Almost a year had passed since his father had returned from what was to be his last trip outside the valley, and the elder Herrwn’s outrage at his two brothers’ defection to Christianity had for the most part died down into composed resignation. Something someone said had reminded him of it, but instead of speaking out in anger, Herrwn’s father had shaken his head and said, “One can only suppose those Christian priests who spend so much of their time in prayers for forgiveness—not just for deeds but for thoughts—must be also spending a great deal of time thinking about those things that they are telling the rest of us not to do.”
Their abbreviated lesson in the Christian catechism went on until it was time for Gofannon to take his shift on guard at the lower gate. As Herrwn stood up to leave the table, he looked around for Cyri. Even coming in the midst of an anguished time when public celebration was not possible, his disciple’s elevation to the second-highest position in their order made him proud, and it was both his honor and his duty to tell her so.
Catching sight of her green-and-blue shawl fluttering out the chamber’s door, he hurried after her, distressed that she should be leaving the chamber with no blessings and barely even an acknowledgment of what should be the most important moment of her life, save conception and giving birth.

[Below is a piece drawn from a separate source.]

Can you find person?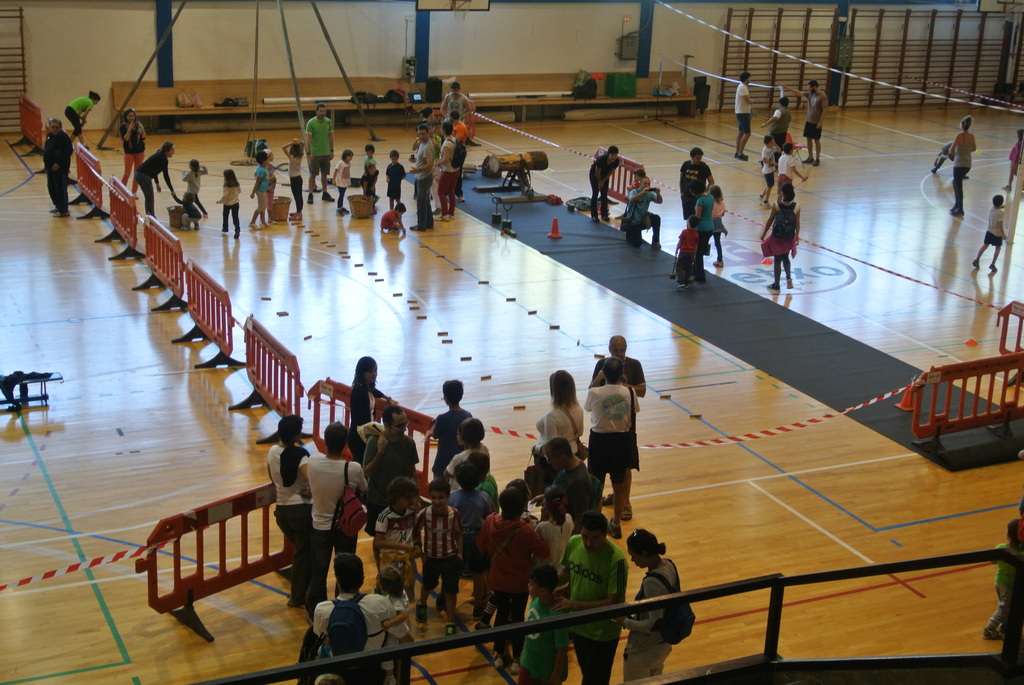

With the chamber dimly lit, others milling around, and the floor cluttered with piles of things being packed, it cost Herrwn several “pardon me’s” and a scraped shin before he made it into the hallway to see her hurrying away.
“Wait,” he called. “Wait!”
A moment more and he would have called her name, but the girl he thought was Cyri stopped and turned, and Gwenydd cried out, “Oh, Herrwn, I’m so glad you’ve come.”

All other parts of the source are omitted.